Sunday, November 6, 2022

LGBTQ+ History Month

 


A local elementary school here in Pasadena placed the following banners in honor of LGBTQ+ month outside its front office. Let us leave aside the question of why it is more important for the school to ensure that elementary school kids are more aware of LGBTQ+ History Month than Filipino-American or Italian-American History Month. What struck my attention was the timeline's claim for 2003: "LGBTQ+ legalized nationwide in the U.S." 

I can only assume that this is supposed to be a reference to the Supreme Court's Lawrence v. Texas decision that struck down anti-sodomy laws. Obviously, this was a critical event in the history of gay rights that set up the Obergefell decision with its right to same-sex marriage. That being said, it is not as if LGBTQ+ people were illegal before 2003. While gay sex has certainly been illegal in many parts of the country, being a gay person was never, in of itself, illegal. As someone who studies Jewish History, the distinction is an important one. The Spanish Inquisition went after people who carried out Jewish actions such as eating cholent on Shabbos. The Nazis, by contrast, killed people for having a Jewish grandparent. 

The timeline's statement only makes sense if we assume that being gay is fundamentally about what kind of sex you engage in to the extent that preventing people from engaging in gay sex stops people, in some sense, from being gay as opposed to "merely" violating the right to privacy of consenting adults. If being gay is really about sex then it has no business being discussed with elementary school kids. Those in the gay rights camp need to get their story straight. 

The really strange thing about this mess of a statement is that Lawrence v. Texas had nothing directly to do with much of the LGBTQ+ alphabet. The decision affected trans people about as much as heterosexuals. Whoever made the timeline was so wielded to the notion that LGBTQ+ represents a coherent group of people that they kept to it even to the point of writing utter nonsense. Here is my proposal to the LGBTQ+ advocates running our schools. If you are planning to groom my kids, pump them with puberty blockers, and castrate them, is it too much to ask that you at least teach them to write about history in coherent sentences?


**TASK TO COMPLETE:** In the records that follow, how many lines contain the word "postoperative"? Give only that figure.

*** Opening INPUT DATA ***

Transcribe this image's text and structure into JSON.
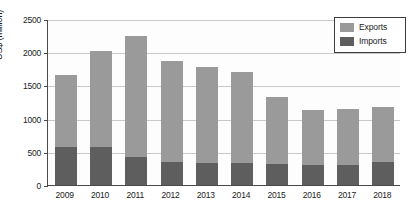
{
  "chart_data": {
    "type": "bar",
    "subtype": "stacked-vertical",
    "title": "",
    "xlabel": "",
    "ylabel": "US$ (million)",
    "categories": [
      "2009",
      "2010",
      "2011",
      "2012",
      "2013",
      "2014",
      "2015",
      "2016",
      "2017",
      "2018"
    ],
    "series": [
      {
        "name": "Imports",
        "color": "#5e5e5e",
        "values": [
          580,
          575,
          425,
          345,
          330,
          335,
          310,
          300,
          300,
          340
        ]
      },
      {
        "name": "Exports",
        "color": "#9a9a9a",
        "values": [
          1070,
          1445,
          1815,
          1525,
          1450,
          1365,
          1010,
          830,
          850,
          840
        ]
      }
    ],
    "totals": [
      1650,
      2020,
      2240,
      1870,
      1780,
      1700,
      1320,
      1130,
      1150,
      1180
    ],
    "ylim": [
      0,
      2500
    ],
    "yticks": [
      0,
      500,
      1000,
      1500,
      2000,
      2500
    ],
    "ytick_labels": [
      "0",
      "500",
      "1000",
      "1500",
      "2000",
      "2500"
    ],
    "grid": "horizontal",
    "legend_position": "top-right",
    "legend_entries": [
      "Exports",
      "Imports"
    ]
  },
  "legend": {
    "exports_label": "Exports",
    "imports_label": "Imports"
  },
  "axes": {
    "y_title": "US$ (million)"
  }
}
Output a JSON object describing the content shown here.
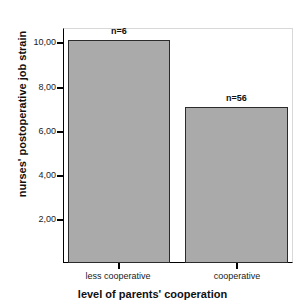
{
  "chart_data": {
    "type": "bar",
    "title": "",
    "subtitle": "",
    "categories": [
      "less cooperative",
      "cooperative"
    ],
    "values": [
      10.1,
      7.05
    ],
    "annotations": [
      "n=6",
      "n=56"
    ],
    "xlabel": "level of parents' cooperation",
    "ylabel": "nurses' postoperative job strain",
    "ylim": [
      0,
      10.65
    ],
    "yticks": [
      2,
      4,
      6,
      8,
      10
    ],
    "ytick_labels": [
      "2,00",
      "4,00",
      "6,00",
      "8,00",
      "10,00"
    ],
    "grid": false,
    "legend": false,
    "bar_fill_color": "#aaaaaa",
    "bar_edge_color": "#2b2b2b",
    "frame_color": "#000000",
    "background_color": "#ffffff"
  },
  "axes": {
    "y_title": "nurses' postoperative job strain",
    "x_title": "level of parents' cooperation",
    "y_tick_0": "2,00",
    "y_tick_1": "4,00",
    "y_tick_2": "6,00",
    "y_tick_3": "8,00",
    "y_tick_4": "10,00"
  },
  "bars": [
    {
      "category": "less cooperative",
      "value": 10.1,
      "annotation": "n=6"
    },
    {
      "category": "cooperative",
      "value": 7.05,
      "annotation": "n=56"
    }
  ]
}
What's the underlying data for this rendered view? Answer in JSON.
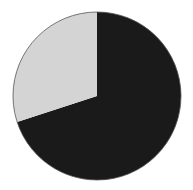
{
  "chart_data": {
    "type": "pie",
    "title": "",
    "categories": [
      "Dark slice",
      "Light slice"
    ],
    "values": [
      70,
      30
    ],
    "colors": [
      "#1a1a1a",
      "#d4d4d4"
    ],
    "start_angle_deg": 0,
    "direction": "clockwise",
    "legend": "none",
    "labels_shown": false
  },
  "layout": {
    "cx": 97,
    "cy": 96,
    "r": 84,
    "outline": "#555555"
  }
}
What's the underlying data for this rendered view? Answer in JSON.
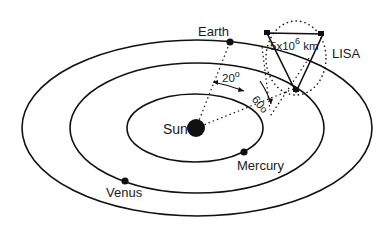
{
  "diagram": {
    "labels": {
      "sun": "Sun",
      "earth": "Earth",
      "mercury": "Mercury",
      "venus": "Venus",
      "lisa": "LISA",
      "arm_length": "5x10",
      "arm_length_exp": "6",
      "arm_length_unit": " km",
      "angle_trailing": "20",
      "angle_trailing_deg": "o",
      "angle_tilt": "60",
      "angle_tilt_deg": "o"
    },
    "colors": {
      "line": "#111111",
      "background": "#ffffff"
    }
  }
}
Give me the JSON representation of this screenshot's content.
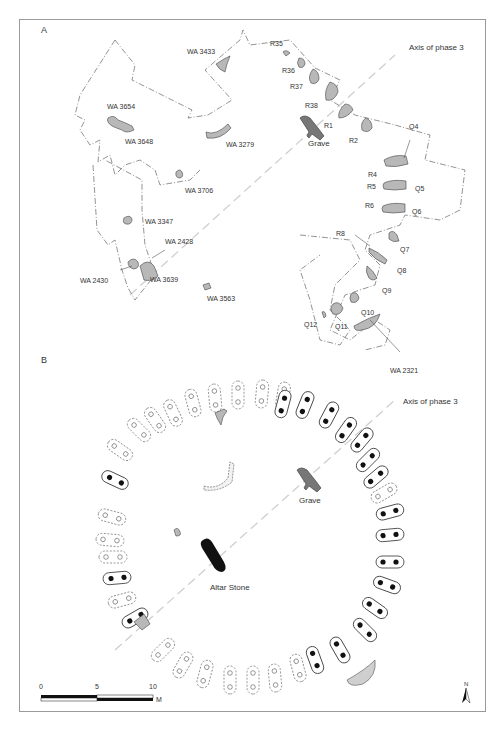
{
  "figure": {
    "panels": [
      {
        "id": "A",
        "label": "A",
        "axis_label": "Axis of phase 3",
        "features": [
          {
            "label": "WA 3433"
          },
          {
            "label": "WA 3654"
          },
          {
            "label": "WA 3648"
          },
          {
            "label": "WA 3279"
          },
          {
            "label": "WA 3706"
          },
          {
            "label": "WA 3347"
          },
          {
            "label": "WA 2428"
          },
          {
            "label": "WA 2430"
          },
          {
            "label": "WA 3639"
          },
          {
            "label": "WA 3563"
          },
          {
            "label": "WA 2321"
          },
          {
            "label": "R35"
          },
          {
            "label": "R36"
          },
          {
            "label": "R37"
          },
          {
            "label": "R38"
          },
          {
            "label": "R1"
          },
          {
            "label": "R2"
          },
          {
            "label": "Grave"
          },
          {
            "label": "Q4"
          },
          {
            "label": "R4"
          },
          {
            "label": "R5"
          },
          {
            "label": "Q5"
          },
          {
            "label": "R6"
          },
          {
            "label": "Q6"
          },
          {
            "label": "Q7"
          },
          {
            "label": "R8"
          },
          {
            "label": "Q8"
          },
          {
            "label": "Q9"
          },
          {
            "label": "Q10"
          },
          {
            "label": "Q11"
          },
          {
            "label": "Q12"
          }
        ]
      },
      {
        "id": "B",
        "label": "B",
        "axis_label": "Axis of phase 3",
        "features": [
          {
            "label": "Grave"
          },
          {
            "label": "Altar Stone"
          }
        ]
      }
    ],
    "scale_bar": {
      "ticks": [
        "0",
        "5",
        "10"
      ],
      "unit": "M"
    },
    "north_arrow": {
      "label": "N"
    },
    "colors": {
      "frame": "#9a9a9a",
      "stone_fill": "#b8b8b8",
      "grave_fill": "#777777",
      "altar_fill": "#111111",
      "axis_line": "#cfcfcf",
      "outline": "#444444"
    }
  }
}
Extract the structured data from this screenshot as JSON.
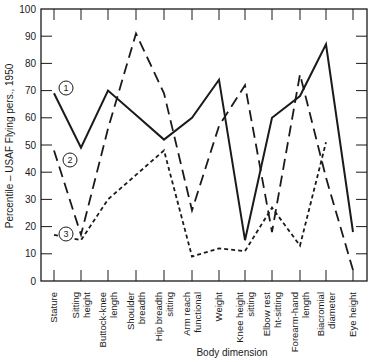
{
  "chart_data": {
    "type": "line",
    "title": "",
    "xlabel": "Body dimension",
    "ylabel": "Percentile – USAF Flying pers., 1950",
    "ylim": [
      0,
      100
    ],
    "yticks": [
      0,
      10,
      20,
      30,
      40,
      50,
      60,
      70,
      80,
      90,
      100
    ],
    "grid": false,
    "legend": "circled numbers placed next to line starts",
    "categories": [
      [
        "Stature"
      ],
      [
        "Sitting",
        "height"
      ],
      [
        "Buttock-knee",
        "length"
      ],
      [
        "Shoulder",
        "breadth"
      ],
      [
        "Hip breadth",
        "sitting"
      ],
      [
        "Arm reach",
        "functional"
      ],
      [
        "Weight"
      ],
      [
        "Knee height",
        "sitting"
      ],
      [
        "Elbow rest",
        "ht-sitting"
      ],
      [
        "Forearm-hand",
        "length"
      ],
      [
        "Biacromial",
        "diameter"
      ],
      [
        "Eye height"
      ]
    ],
    "series": [
      {
        "name": "1",
        "style": "solid",
        "values": [
          69,
          49,
          70,
          61,
          52,
          60,
          74,
          15,
          60,
          68,
          87,
          18
        ]
      },
      {
        "name": "2",
        "style": "long-dash",
        "values": [
          48,
          17,
          56,
          91,
          69,
          26,
          57,
          72,
          18,
          76,
          38,
          4
        ]
      },
      {
        "name": "3",
        "style": "short-dash",
        "values": [
          17,
          15,
          30,
          39,
          48,
          9,
          12,
          11,
          27,
          13,
          51,
          null
        ]
      }
    ]
  },
  "labels": {
    "marker_1": "1",
    "marker_2": "2",
    "marker_3": "3",
    "xlabel": "Body dimension",
    "ylabel": "Percentile – USAF Flying pers., 1950"
  }
}
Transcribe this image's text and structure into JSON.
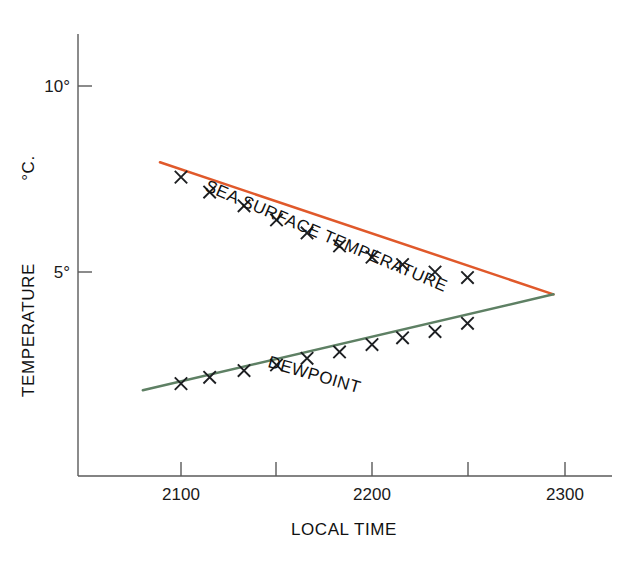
{
  "chart_data": {
    "type": "line",
    "title": "",
    "xlabel": "LOCAL TIME",
    "ylabel": "TEMPERATURE  °C.",
    "xlim": [
      2080,
      2312
    ],
    "ylim": [
      1.2,
      11.5
    ],
    "grid": false,
    "legend_position": "inline-annotation",
    "x_major_ticks": [
      2100,
      2200,
      2300
    ],
    "x_major_tick_labels": [
      "2100",
      "2200",
      "2300"
    ],
    "x_minor_ticks": [
      2150,
      2250
    ],
    "y_ticks": [
      5,
      10
    ],
    "y_tick_labels": [
      "5°",
      "10°"
    ],
    "units": "degrees Celsius",
    "annotations": [
      {
        "text": "SEA SURFACE TEMPERATURE",
        "rotation": 23,
        "x": 2112,
        "y": 7.2
      },
      {
        "text": "DEWPOINT",
        "rotation": 16,
        "x": 2145,
        "y": 2.45
      }
    ],
    "series": [
      {
        "name": "SEA SURFACE TEMPERATURE",
        "color": "#e0592b",
        "marker": "x",
        "x": [
          2100,
          2115,
          2133,
          2150,
          2166,
          2183,
          2200,
          2216,
          2233,
          2250
        ],
        "values": [
          7.55,
          7.15,
          6.78,
          6.4,
          6.05,
          5.7,
          5.4,
          5.2,
          5.0,
          4.85
        ],
        "line_x": [
          2089,
          2295
        ],
        "line_values": [
          7.95,
          4.4
        ]
      },
      {
        "name": "DEWPOINT",
        "color": "#5e8064",
        "marker": "x",
        "x": [
          2100,
          2115,
          2133,
          2150,
          2166,
          2183,
          2200,
          2216,
          2233,
          2250
        ],
        "values": [
          2.0,
          2.17,
          2.35,
          2.5,
          2.68,
          2.85,
          3.05,
          3.23,
          3.4,
          3.62
        ],
        "line_x": [
          2080,
          2295
        ],
        "line_values": [
          1.82,
          4.4
        ]
      }
    ]
  },
  "axes": {
    "y_title": "TEMPERATURE",
    "y_unit": "°C.",
    "x_title": "LOCAL TIME",
    "y_tick_10": "10°",
    "y_tick_5": "5°",
    "x_tick_2100": "2100",
    "x_tick_2200": "2200",
    "x_tick_2300": "2300"
  },
  "labels": {
    "sst": "SEA SURFACE TEMPERATURE",
    "dewpoint": "DEWPOINT"
  },
  "colors": {
    "sst_line": "#e0592b",
    "dewpoint_line": "#5e8064",
    "axis": "#5a5a5a",
    "text": "#111111",
    "background": "#ffffff"
  }
}
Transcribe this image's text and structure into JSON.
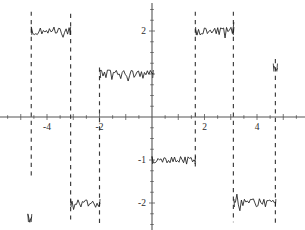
{
  "chart_data": {
    "type": "line",
    "title": "",
    "xlabel": "",
    "ylabel": "",
    "xlim": [
      -5.8,
      5.85
    ],
    "ylim": [
      -2.7,
      2.65
    ],
    "grid": false,
    "legend": null,
    "axes": {
      "x_axis_label_values": [
        -4,
        -2,
        2,
        4
      ],
      "x_axis_label_texts": [
        "-4",
        "-2",
        "2",
        "4"
      ],
      "y_axis_label_values": [
        2,
        -1,
        -2
      ],
      "y_axis_label_texts": [
        "2",
        "-1",
        "-2"
      ],
      "x_minor_tick_step": 0.5,
      "y_minor_tick_step": 0.25,
      "origin": [
        0,
        0
      ],
      "axis_color": "#555555"
    },
    "asymptotes": {
      "style": "dashed",
      "color": "#3a3a3a",
      "x_positions": [
        -4.6,
        -3.1,
        -2.0,
        1.65,
        3.1,
        4.7
      ]
    },
    "series": [
      {
        "name": "branch-1",
        "comment": "left partial branch below axis",
        "level": -2.35,
        "x_start": -4.73,
        "x_end": -4.58,
        "noise_amplitude": 0.1
      },
      {
        "name": "branch-2",
        "comment": "plateau at y=2 between x=-4.6 and x=-3.1",
        "level": 2.0,
        "x_start": -4.6,
        "x_end": -3.1,
        "noise_amplitude": 0.1
      },
      {
        "name": "branch-3",
        "comment": "plateau at y=-2 between x=-3.1 and x=-2.0",
        "level": -2.0,
        "x_start": -3.1,
        "x_end": -1.98,
        "noise_amplitude": 0.1
      },
      {
        "name": "branch-4",
        "comment": "plateau at y=1 between x=-2.0 and x=0",
        "level": 1.0,
        "x_start": -1.98,
        "x_end": 0.05,
        "noise_amplitude": 0.1
      },
      {
        "name": "branch-5",
        "comment": "plateau at y=-1 between x=0 and x=1.65",
        "level": -1.0,
        "x_start": 0.0,
        "x_end": 1.66,
        "noise_amplitude": 0.08
      },
      {
        "name": "branch-6",
        "comment": "plateau at y=2 between x=1.65 and x=3.1",
        "level": 2.0,
        "x_start": 1.66,
        "x_end": 3.12,
        "noise_amplitude": 0.1
      },
      {
        "name": "branch-7",
        "comment": "plateau at y=-2 between x=3.1 and x=4.7",
        "level": -2.0,
        "x_start": 3.12,
        "x_end": 4.72,
        "noise_amplitude": 0.1
      },
      {
        "name": "branch-8",
        "comment": "right partial branch above axis",
        "level": 1.15,
        "x_start": 4.62,
        "x_end": 4.78,
        "noise_amplitude": 0.1
      }
    ]
  }
}
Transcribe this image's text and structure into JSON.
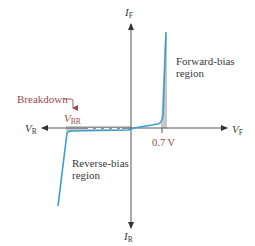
{
  "diagram": {
    "axes": {
      "y_positive": {
        "symbol": "I",
        "subscript": "F"
      },
      "y_negative": {
        "symbol": "I",
        "subscript": "R"
      },
      "x_positive": {
        "symbol": "V",
        "subscript": "F"
      },
      "x_negative": {
        "symbol": "V",
        "subscript": "R"
      }
    },
    "annotations": {
      "breakdown": "Breakdown",
      "breakdown_voltage": {
        "symbol": "V",
        "subscript": "BR"
      },
      "knee_voltage": "0.7 V",
      "forward_region_line1": "Forward-bias",
      "forward_region_line2": "region",
      "reverse_region_line1": "Reverse-bias",
      "reverse_region_line2": "region"
    },
    "colors": {
      "curve": "#3a9fd0",
      "axis": "#444444",
      "breakdown_label": "#9a4a4a",
      "shading": "#bdbdbd"
    }
  }
}
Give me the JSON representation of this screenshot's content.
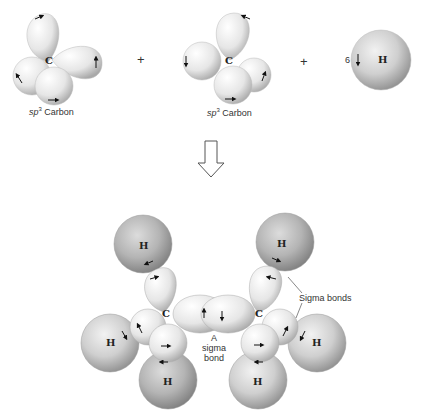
{
  "top_row": {
    "carbon1": {
      "atom": "C",
      "caption_italic": "sp",
      "caption_sup": "3",
      "caption_rest": " Carbon"
    },
    "plus1": "+",
    "carbon2": {
      "atom": "C",
      "caption_italic": "sp",
      "caption_sup": "3",
      "caption_rest": " Carbon"
    },
    "plus2": "+",
    "hydrogen": {
      "count": "6",
      "atom": "H"
    }
  },
  "arrow": {
    "icon": "hollow-down-arrow-icon"
  },
  "molecule": {
    "carbons": [
      "C",
      "C"
    ],
    "hydrogens": [
      "H",
      "H",
      "H",
      "H",
      "H",
      "H"
    ],
    "sigma_bond_label": [
      "A",
      "sigma",
      "bond"
    ],
    "sigma_bonds_label": "Sigma bonds"
  }
}
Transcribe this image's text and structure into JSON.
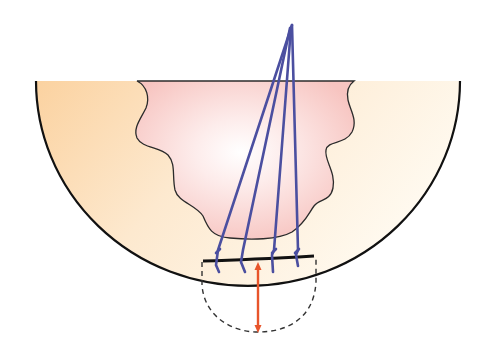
{
  "diagram": {
    "colors": {
      "background": "#ffffff",
      "bowl_left": "#fcd9a8",
      "bowl_right": "#fffaf0",
      "bowl_bottom": "#fffdf5",
      "inner_region": "#f8c6c2",
      "inner_center": "#ffffff",
      "outline": "#111111",
      "rays": "#4b4fa0",
      "measure_arrow": "#e8552b",
      "dashed": "#333333"
    },
    "elements": [
      {
        "name": "hemisphere-bowl",
        "description": "Half-circle bowl with orange-to-cream gradient fill"
      },
      {
        "name": "wavy-inner-region",
        "description": "Pink wavy-outlined region inside bowl"
      },
      {
        "name": "converging-rays",
        "count": 4,
        "description": "Four blue lines converging to a point above the bowl, each ending in a small hook"
      },
      {
        "name": "flat-bar",
        "description": "Thick black horizontal bar near bottom of bowl"
      },
      {
        "name": "dashed-extension",
        "description": "Dashed rounded region extending below bowl"
      },
      {
        "name": "depth-arrow",
        "description": "Orange double-headed vertical arrow"
      }
    ]
  }
}
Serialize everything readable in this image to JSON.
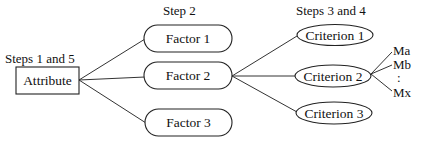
{
  "diagram": {
    "step_labels": {
      "attribute_steps": "Steps 1 and 5",
      "factor_steps": "Step 2",
      "criterion_steps": "Steps 3 and 4"
    },
    "root": {
      "label": "Attribute",
      "shape": "rectangle"
    },
    "factors": [
      {
        "label": "Factor 1",
        "shape": "rounded-pill"
      },
      {
        "label": "Factor 2",
        "shape": "rounded-pill"
      },
      {
        "label": "Factor 3",
        "shape": "rounded-pill"
      }
    ],
    "criteria": [
      {
        "label": "Criterion 1",
        "shape": "ellipse",
        "parent": "Factor 2"
      },
      {
        "label": "Criterion 2",
        "shape": "ellipse",
        "parent": "Factor 2"
      },
      {
        "label": "Criterion 3",
        "shape": "ellipse",
        "parent": "Factor 2"
      }
    ],
    "measures": {
      "parent": "Criterion 2",
      "items": [
        "Ma",
        "Mb",
        "Mx"
      ],
      "ellipsis": ":"
    },
    "edges": [
      [
        "Attribute",
        "Factor 1"
      ],
      [
        "Attribute",
        "Factor 2"
      ],
      [
        "Attribute",
        "Factor 3"
      ],
      [
        "Factor 2",
        "Criterion 1"
      ],
      [
        "Factor 2",
        "Criterion 2"
      ],
      [
        "Factor 2",
        "Criterion 3"
      ],
      [
        "Criterion 2",
        "Ma"
      ],
      [
        "Criterion 2",
        "Mb"
      ],
      [
        "Criterion 2",
        "Mx"
      ]
    ]
  }
}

*** Closing INPUT DATA ***

**FINISHED EXERCISE:** 2